Georgia Tech’s apparel provider is the least cool, least trendy apparel provider in college sports. The Yellow Jackets are with Russell Athletic, the same company that might’ve made your baseball pants when you were playing Little League in 1998 or so. The company’s 115 years old, and so are most people who wear its products.
Georgia Tech football coach Paul Johnson makes a key point, though:
Paul Johnson: When the FBI/CBB stuff broke, for once in my life, I said I'm glad we're with Russell Athletic.
— David Glenn Show (@DavidGlennShow) September 28, 2017
The Yellow Jackets are leaving Russell for Adidas in 2018. That’s a blessing, because they’ll be able to recruit better and look cooler. But this week’s events lay plain why being extremely uncool is sometimes the safest play, not unlike in high school.
Russell Athletic appears uninvolved in this week’s big scandal.
As part of a wide corruption probe into college basketball, the FBI’s accusing Adidas of a bunch of slimy recruiting things. Specifically, the feds believe Adidas funneled money to recruits, with the idea being that those recruits would choose Adidas-sponsored colleges and later sign with the company en route to the NBA. A Nike youth basketball program has also received a subpoena, ESPN reports.
College hoops recruiting can be really gross. So can football recruiting, though a scandal in that sport would look different than this one. If the current hoops probe extends to football, the names involved will be smaller. The grandest NCAA recruiting violations are usually carried out by moneyed, passionate fans.
Recruits probably aren’t getting funneled into Russell deals.
This is the whole “Men’s Basketball” page on Russell’s website:
Russell famously sponsors the Harlem Globetrotters, who rule, but the company’s only power-conference college team is Georgia Tech, and it doesn’t have high-profile endorsement deals in the NBA. I don’t know a lot about Georgia Tech’s recruiting efforts specifically, but it seems like the Yellow Jackets are going to avoid this pitfall.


Every record below is to be restated verbatim, though its images are not.

» **Extracted information**:
□ □ □ □

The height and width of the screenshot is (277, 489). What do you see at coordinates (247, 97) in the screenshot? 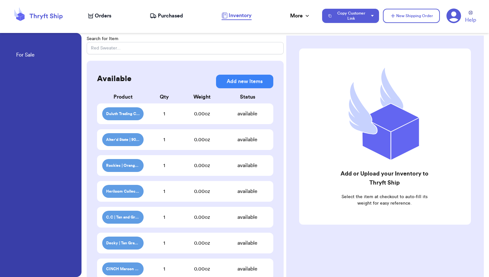
I see `div: Status` at bounding box center [247, 97].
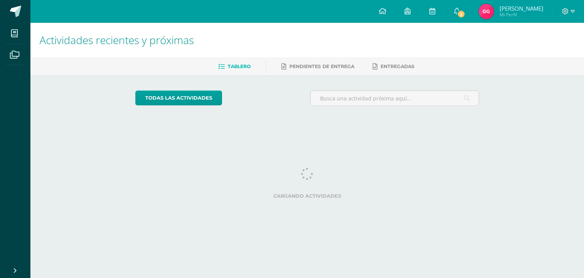  I want to click on span: 2, so click(461, 14).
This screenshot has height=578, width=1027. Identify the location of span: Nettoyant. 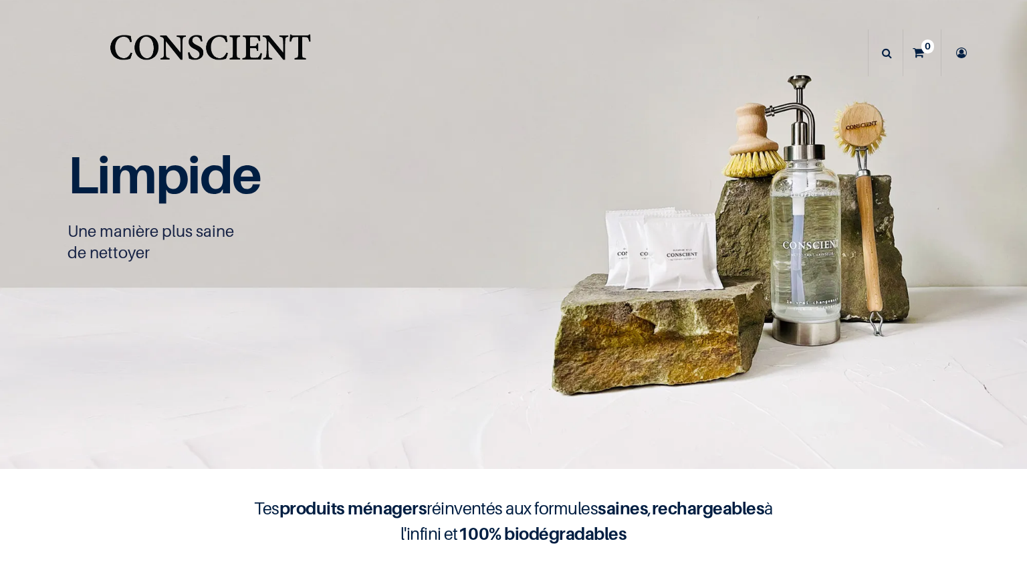
(588, 52).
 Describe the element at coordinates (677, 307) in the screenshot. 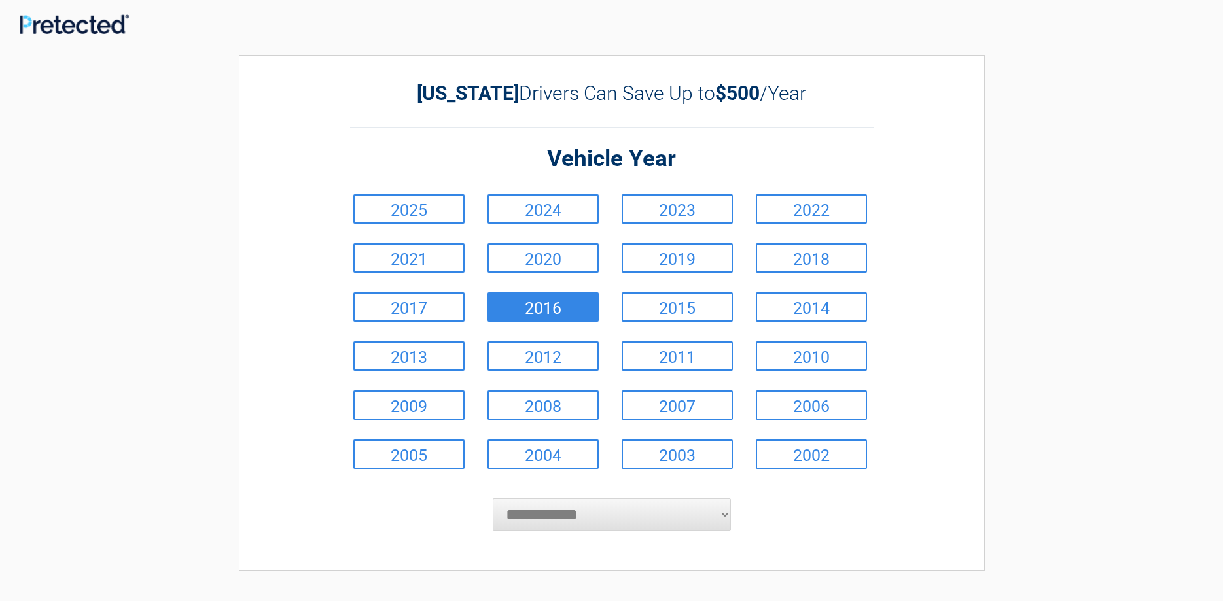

□ □ □ □

» **Answer to the problem**:
The height and width of the screenshot is (277, 489). What do you see at coordinates (247, 97) in the screenshot? 
I see `div: Status` at bounding box center [247, 97].
  I want to click on span: 2, so click(461, 14).
This screenshot has height=578, width=1027. Identify the location of span: Nettoyant. 
(588, 52).
 Describe the element at coordinates (677, 307) in the screenshot. 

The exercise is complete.